Research

Below are some of the research topics that I am currently interested in.

Whitney Extension Theory

At the basic level, Whitney Problems ask for efficient methods to fit a smooth function to unstructured data points (i.e., no asumptions on the distribution or geometry of the data) while minimizing some norms or energies and obeying certain constraints (e.g., nonnegativity, convexity). Here are two sample flavors:

  • Problem 1: Given a finite set of points \(E \subset \mathbb{R}^n\) and a function \(f : E \to \mathbb{R}\), how can we construct a nonnegative smooth function that interpolates these points while minimizing the \(C^m\) or Sobolev \(L^m_p\) norm?
  • Problem 2: How can we fit a low-dimensional manifold \(\Sigma\) to a pointcloud \(E\subset \mathbb{R}^n\) with optimal geometric properties, i.e., \(\mathrm{curv}(\Sigma)\) as small as possible?

\(L_p\) Localization

A problem posed by H. Feichtinger (and subsequently by C. Heil and D. Larson) asks whether a positive-definite integral operator with \(\mathcal{M}_{1}\) (Feichtinger algebra) kernel admits a rank-one decomposition series that is also strongly square-summable in \(\mathcal{M}_{1}\), i.e., \begin{equation} T = \sum_{k=1}^{\infty} f_k^*\otimes f_k \quad \text{with} \quad \sum_{k=1}^\infty \|f_k\|_{\mathcal{M}_1}^2 < \infty. \end{equation} Intuitively, one can think of it as a version of Mercer's Theorem, but in \(L_1\).

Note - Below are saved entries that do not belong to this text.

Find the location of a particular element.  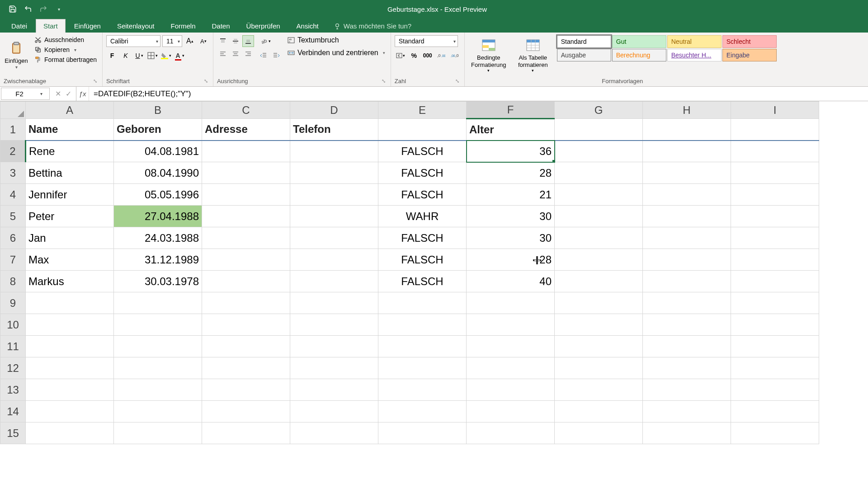

cell: Jennifer is located at coordinates (70, 195).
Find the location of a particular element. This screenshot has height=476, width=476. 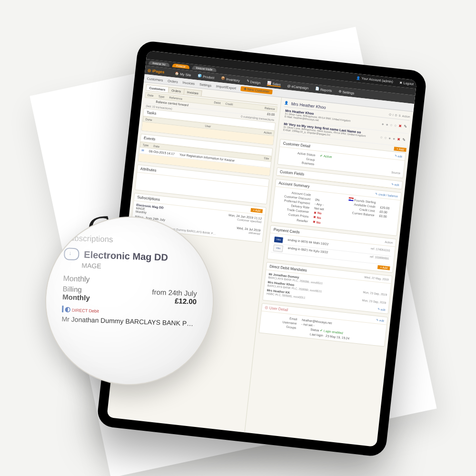

subnav-orders: Orders is located at coordinates (173, 81).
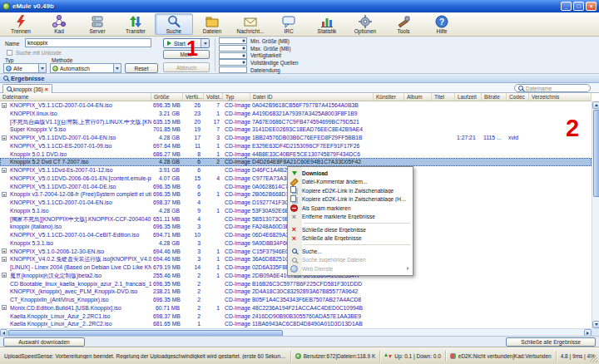 This screenshot has height=364, width=599. What do you see at coordinates (174, 22) in the screenshot?
I see `search-icon` at bounding box center [174, 22].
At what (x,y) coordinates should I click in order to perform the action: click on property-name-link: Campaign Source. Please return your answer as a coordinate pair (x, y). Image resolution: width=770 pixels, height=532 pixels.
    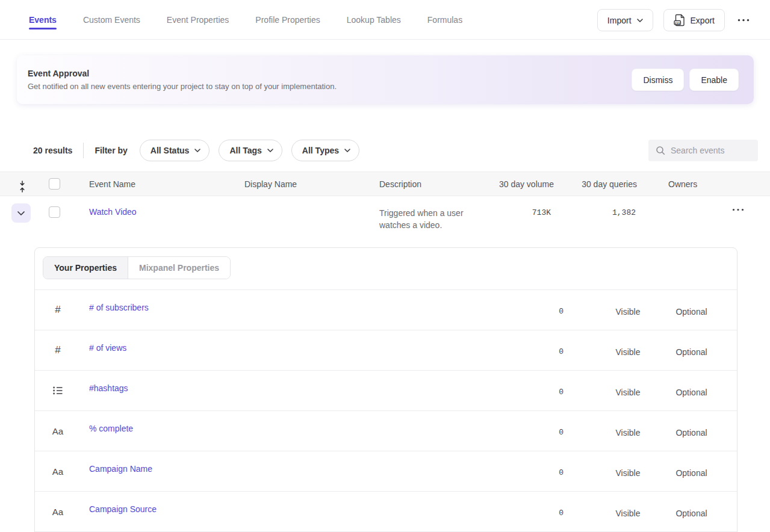
    Looking at the image, I should click on (123, 509).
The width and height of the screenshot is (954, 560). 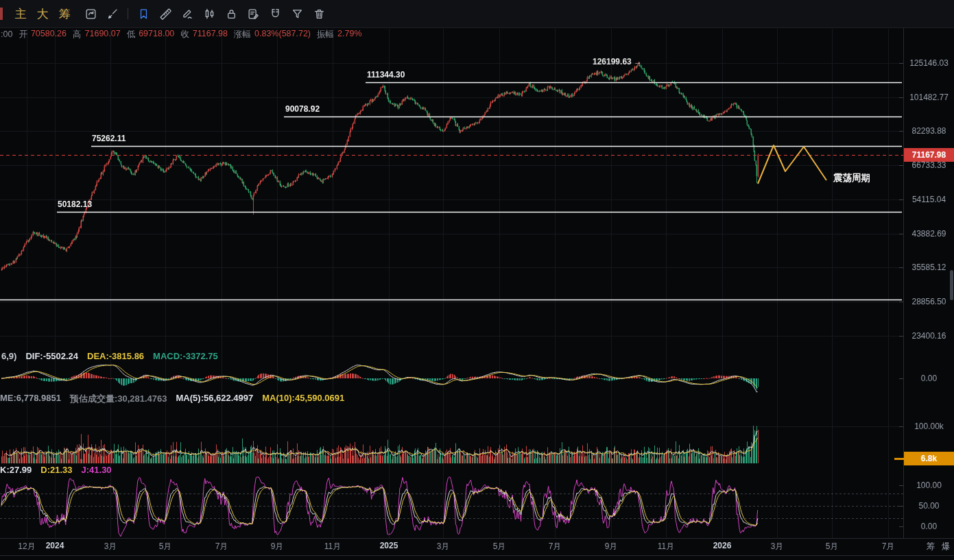 What do you see at coordinates (297, 14) in the screenshot?
I see `filter-icon` at bounding box center [297, 14].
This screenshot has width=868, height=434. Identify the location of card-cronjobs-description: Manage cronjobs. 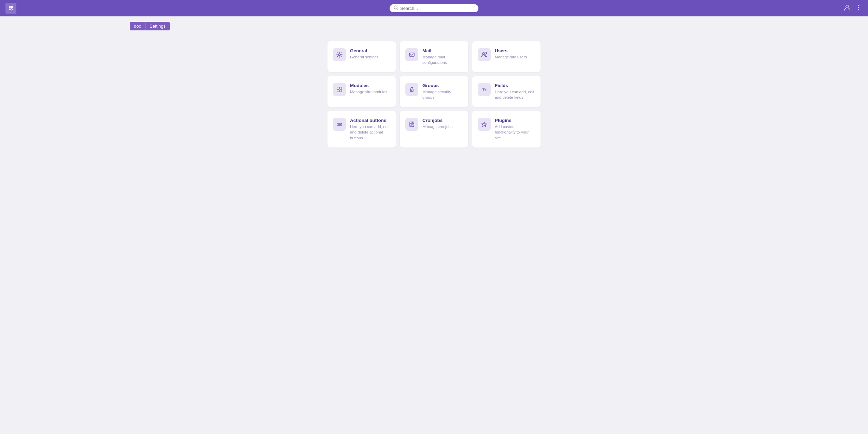
(437, 127).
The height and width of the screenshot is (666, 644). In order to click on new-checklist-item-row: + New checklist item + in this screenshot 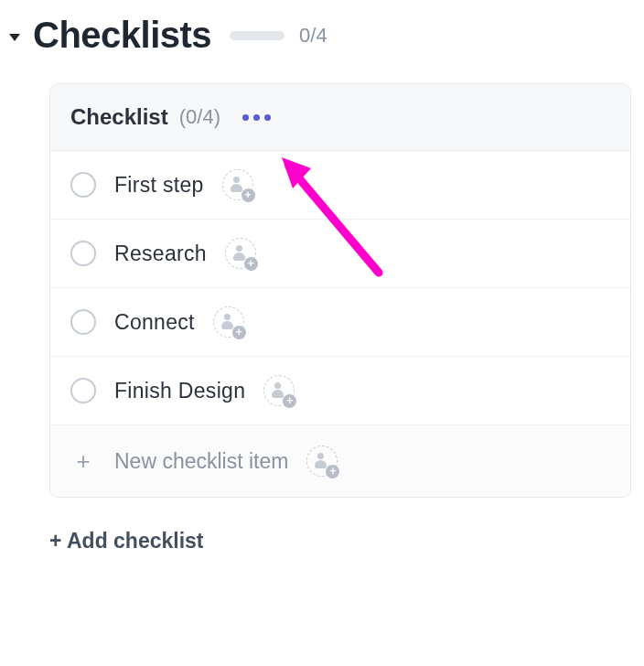, I will do `click(340, 461)`.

One can formulate the finite-dimensional variant of the problem in terms of optimal matrix factorization in \(\ell_1^n\). In a recent preprint with R. Balan, complemented by a concurrent result by Bandeira-Mixon-Steinerberger, we showed that the answer is no in general, and we continue to study interesting cases when a desired factorization is possible. The infinite-dimensional problem is intimately related to nuclear and 2-summing operators, and more generally to the geometry of Banach spaces.

Optimal Transport

The Gromov-Wasserstein (GW) distance is a mathematical framework for comparing two metric measure spaces by aligning their intrinsic geometric structures, making it suitable for analyzing datasets with different underlying domains. In machine learning, GW distance is used in tasks like domain adaptation, graph matching, and shape analysis. Still, it has been observed that the GW distance is inherently sensitive to outlier noise and cannot accommodate partial matching. In a recent preprint with T. Needham et al., we study the approximate metric properties when one relaxes the marginal matching \begin{equation} \mathcal{D}_{\epsilon,p}(X,Y)^p:= \inf_{\pi \in \mathcal{P}(X\times Y), \pi_X \sim_{\epsilon} \mu_X, \pi_Y \sim_{\epsilon} \mu_Y} \mathbb{E}_{\pi\otimes \pi}[|d_X - d_Y|^p] \end{equation} and the stability of these approximations against empirical contamination.